China has 9,010 miles of coastline. It passes through ten provinces and 25 major cities. In the latest project from Zhangxiao, the Chinese freelance photographer presents images from every province and nearly every city near the sea. “I’ve been longing for the sea since my childhood, when my family lived in a village about 40 kilometers from the nearest seaside,” Zhang remembers, “My family couldn’t afford to travel to the seaside and for a child 40 kilometers was far, far away.”
Along the coast, Zhang finds both bleakness and prosperity, shiny newness and crumbling antiquity.

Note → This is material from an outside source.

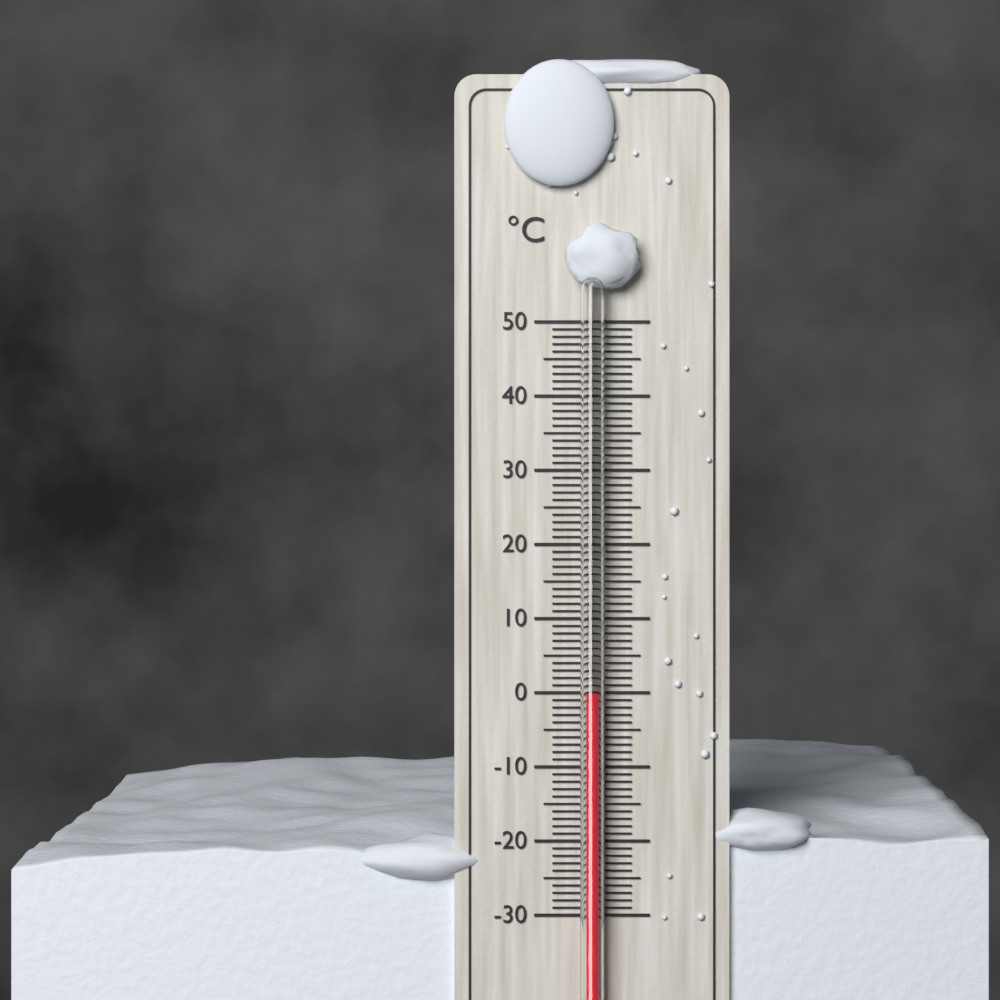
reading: 0 °C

Yet every place shares the common bond of salty water, sometimes in the form of a windy tidal river and sometimes a wide, turquoise ocean.
The characters in Coastline all seem out of a mirage; a man on a dock in only underwear, his arms outstretched in exercise; a women in a plot of white sand with a rubbish bin on her head; a group of grinning boys walking on a cement dock towards the camera and away from a grey and waiting sea. Their surroundings, often foggy and grey, add to the dreaminess. “The coastal areas led China’s Reform and Opening [economic campaign], which started 30 years ago. Thousands of people flooded into the cities from their hometowns,” says Zhang. “Every day here there are miracles of our rapidly growing economy. But we are not sure whether it is good or bad, as we’ve made these miracles by losing our tradition and history”.